An unpleasant fact of life in our desert is that we're not self-sustaining. Several thousand years ago, a low population could survive on the bounty of land: products of crops, the hunt, and wild crops. With a population of millions, this is no longer possible. Most of our needs have to come from without. Arid lands and cities in general form what ecologists call a sink. Visualize water swirling down the drain of a sink and you get the idea.
Much of the plight of arid regions can be summarized in terms of energy
expenditures. Buying a head of lettuce? Lettuce isn't known for being a rich supply
of energy, but perhaps we're looking at it all wrong. To raise and transport that
head took lots and lots of energy; energy to plow the field, energy to manufacture the
fertilizers, energy to harvest, energy to transport. One calorie of lettuce food energy
may have cost the world as much as 100 calories of petroleum energy. Good deal? Only as
long as the cheap petroleum supply holds out!
Listen to the Audio (mp3 format) as recorded by KTEP, Public Radio for the Southwest.
Contributor: Arthur H. Harris, Laboratory for Environmental Biology, Centennial Museum, University of Texas at El Paso.
Desert Diary is a joint production of the Centennial Museum and KTEP National Public Radio at the University of Texas at El Paso.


**TASK BRIEF:** Transcribe each entry in full, and leave the images out.

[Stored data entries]
┄┄┄┄┄┄

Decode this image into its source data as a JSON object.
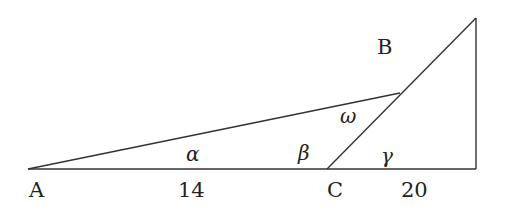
{
  "diagram": {
    "type": "geometry-triangle",
    "stroke_color": "#333333",
    "points": {
      "A": {
        "label": "A",
        "x": 28,
        "y": 169
      },
      "C": {
        "label": "C",
        "x": 327,
        "y": 169
      },
      "B": {
        "label": "B",
        "x": 400,
        "y": 93
      },
      "right_corner": {
        "x": 476,
        "y": 169
      },
      "top": {
        "x": 476,
        "y": 18
      }
    },
    "labels": {
      "A": "A",
      "B": "B",
      "C": "C",
      "len_AC": "14",
      "len_C_right": "20",
      "alpha": "α",
      "beta": "β",
      "gamma": "γ",
      "omega": "ω"
    }
  }
}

┄┄┄┄┄┄

**EXERCISE RESULT:**
Decode this image into its source data as a JSON object.
{
  "diagram": {
    "type": "geometry-triangle",
    "stroke_color": "#333333",
    "points": {
      "A": {
        "label": "A",
        "x": 28,
        "y": 169
      },
      "C": {
        "label": "C",
        "x": 327,
        "y": 169
      },
      "B": {
        "label": "B",
        "x": 400,
        "y": 93
      },
      "right_corner": {
        "x": 476,
        "y": 169
      },
      "top": {
        "x": 476,
        "y": 18
      }
    },
    "labels": {
      "A": "A",
      "B": "B",
      "C": "C",
      "len_AC": "14",
      "len_C_right": "20",
      "alpha": "α",
      "beta": "β",
      "gamma": "γ",
      "omega": "ω"
    }
  }
}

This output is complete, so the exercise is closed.